On Sunday, August 5th, NASA’s Mars Science Laboratory rover, Curiosity landed safely on Mars a few hours ahead of schedule, despite some minor complications. The first images it returned to us were spectacular!
A color image of Curiosity while still in its heat shield, just shortly after disembarking from its spacecraft. While this is a low resolution photograph (and a higher resolution image is expected to be released in a few months), the detail of the heat shield is quite remarkable and appears surreal in the context of the Martian landscape.
The science team at NASA is still publishing images from the Martian rover, so these are not the only ones. In fact, NASA has compiled many more images (not shown here), some of which were rendered in a 3D format to allow viewers a glimpse of what it would be like to walk on Mars before we finally and actually do (get your red and blue 3D goggles ready!). Visit https://www.nasa.gov/mission_pages/msl/multimedia/gallery-indexEvents.html for a gallery of these exciting pictures!
But taking pictures of this enigmatic world is not our ultimate goal. Rather, we hope to find clues regarding its habitability: did it have life at one point, was its geological history conducive to a world capable of supporting life, can it still support life, can we hope to visit and eventually start a colony on this planet? Many questions perplex us, and even more shall arise before we answer them. But are we there already? That point, that crucial precipice, before we take to the planets and beyond? Are we really that far advanced that the prospect of colonizing other worlds is amenable and practical to us? It seems only yesterday when Star Trek presented to us a futuristic view of Mankind reaching out to foreign stars and planets, eventually meeting, trading, and uniting with other races.
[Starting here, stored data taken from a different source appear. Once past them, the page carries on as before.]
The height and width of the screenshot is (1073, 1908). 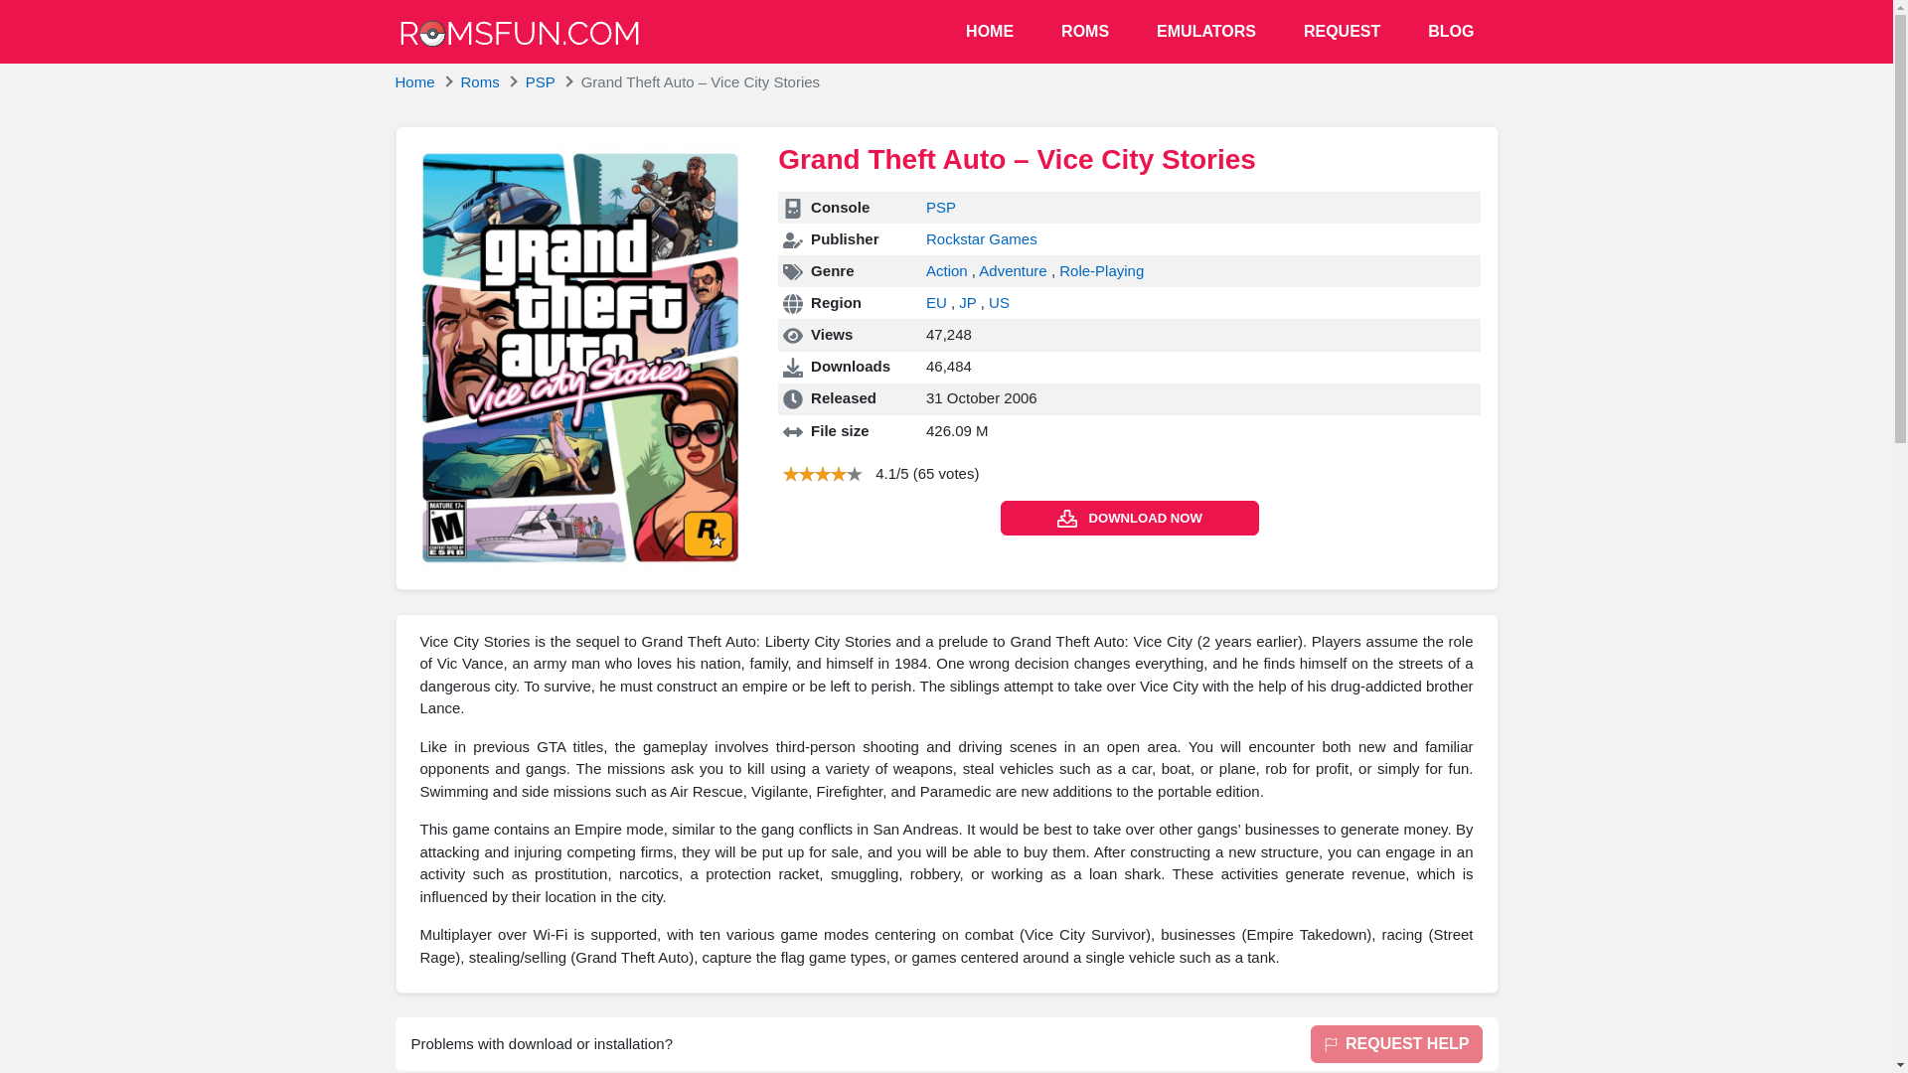 I want to click on HOME, so click(x=990, y=32).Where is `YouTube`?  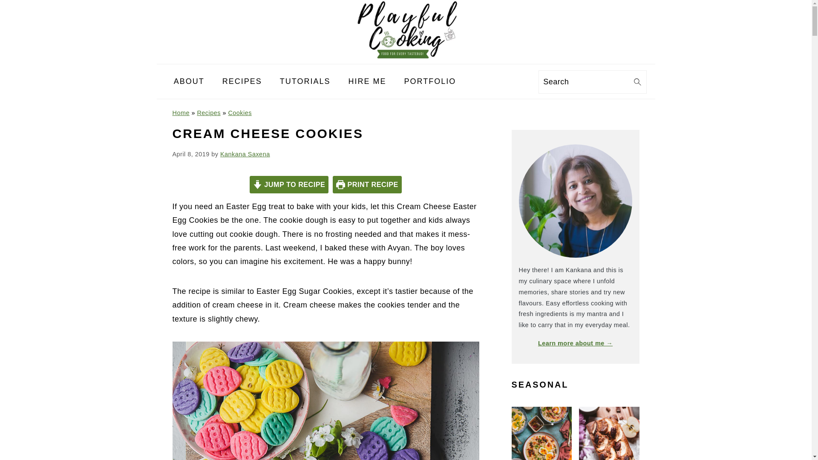
YouTube is located at coordinates (514, 81).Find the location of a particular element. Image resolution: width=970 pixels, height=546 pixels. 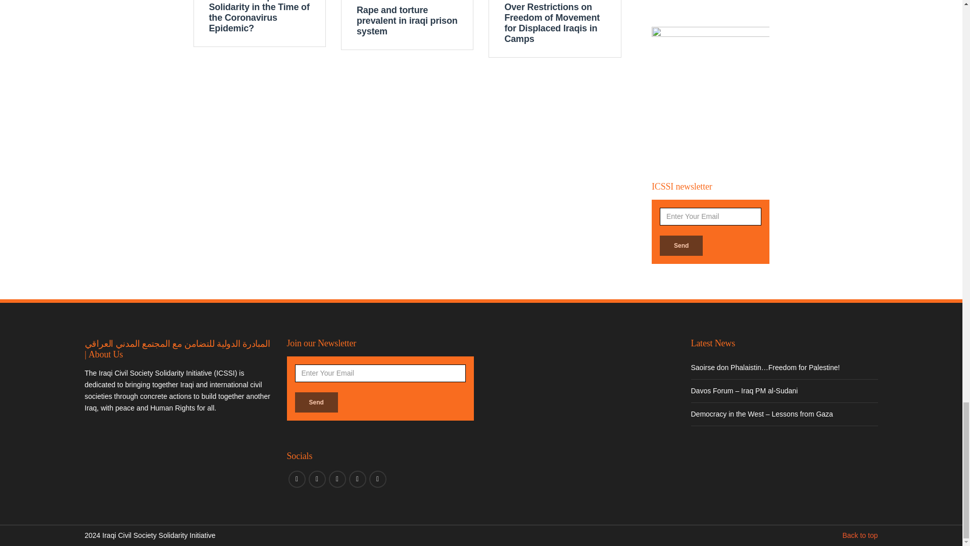

Enter Your Email is located at coordinates (380, 373).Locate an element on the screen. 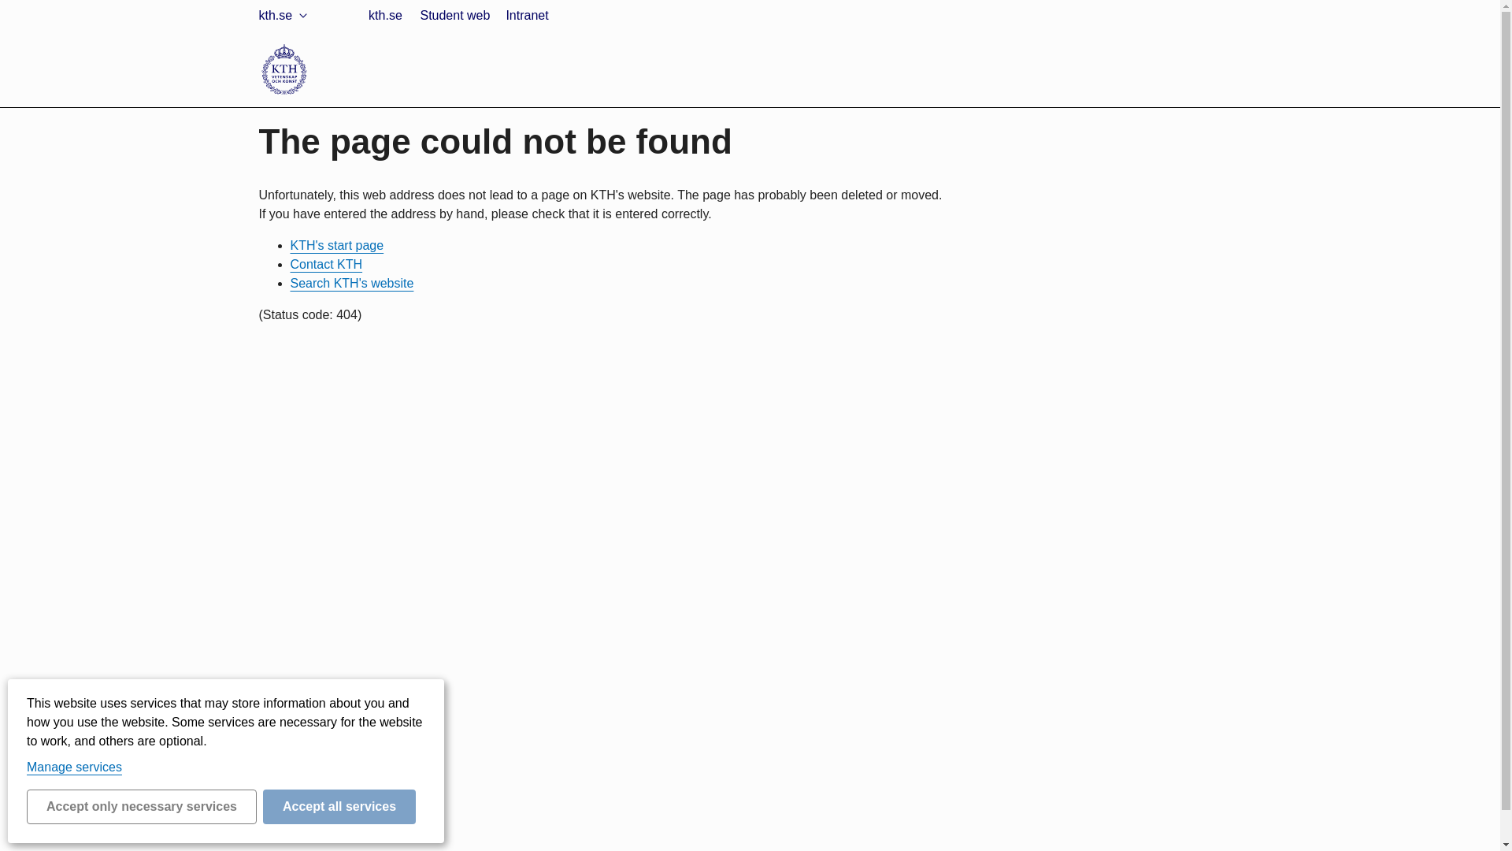 This screenshot has width=1512, height=851. Intranet is located at coordinates (311, 91).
Is that future still science fiction, or are we now open to pursue it? While that dream is still in the far future, one thing is certain: we are closer to a manned mission to Mars than we were ten years ago when the last Star Trek series was still on the air. Curiosity is the most advanced rover we sent to Mars yet, and it is just a start before we do reach Mars and walk on its surface with our own feet.
Be patient Trek fans: science and reason will take us to “where no Man has gone before!”